Sickert also used photography in his work, but later in his career, the most notable works being Miss Gwen Ffrangcon-Davies as Isabella of France (fig 6) and Miss Earhart’s Arrival (fig 7).
Fig 6
Fig 7
In his earlier career, initially under instruction of Whistler, Sickert worked in an almost abstract way with his preliminary sketches, “concentrating on the central part of the motif first of all and then to work outwards towards the edges of the paper.” Later Sickert would move entirely away from this, Whistler’s favoured ‘alla prima’ technique, feeling it reduced the images and subjects too far into over-simplification, “The obligation, or effort to cover entirely necessitated an excessive simplification of both subject and background …. shows itself in subordinating, in arranging, in digesting any and every complication …… mastery …… is avid of complications.” As Sickert moved to France in 1883, met and was mentored by Degas, so his style changed. He found Degas’ methodology more in tune with his own ideas and ideals, and was able to adopt and adapt it to create his own style of work. Spending time creating detailed sketches of his subjects, which he them worked from, using under painting and building layers of paint, making changes and corrections as he developed the paintings. During this time Sickert also began to experiment with his subject matter, clearly influenced by Degas’ concentration on cafĂ© life, music hall and domestic subjects. The “painting of modern life”.
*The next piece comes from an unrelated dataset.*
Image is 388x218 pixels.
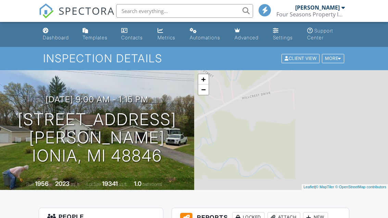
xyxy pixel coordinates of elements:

As Sickert painted more of modern life, he was drawn to the grim reality of that life, his paintings became darker, his interiors became oppressive his style of painting more impressionistic. His figures went from interior working class domesticity Ennui (fig 8) to vulnerable nudes, The Rose Shoe (fig 9) and women of suggested easy virtue, Two Women on a Sofa - Le Tose (fig 10) In this move towards the seamier, less acceptable part of society, Sickert’s work became more interesting, stronger and much more important. At the same time it became, and remains controversial.
Fig 8
Fig 9
Fig 10
In conclusion, I consider the connection between Sickert and Saville to be more than a matter of vaguely similar subjects, both looking at and illustrating the unpopular, ugly truth of the reality of marginalised people’s lives. Both are painters influenced by great artists, but not slaves to that influence, artists who have developed their own styles and techniques and have created a tension within their works that forces the observer to create narrative to resolve these tensions, but do not supply the narrative themselves. Sickert and Saville have challenged our view of the validity of subjects and in doing so have created works which have opened us to understanding, empathising and the humanising those society usually considered to be beneath us.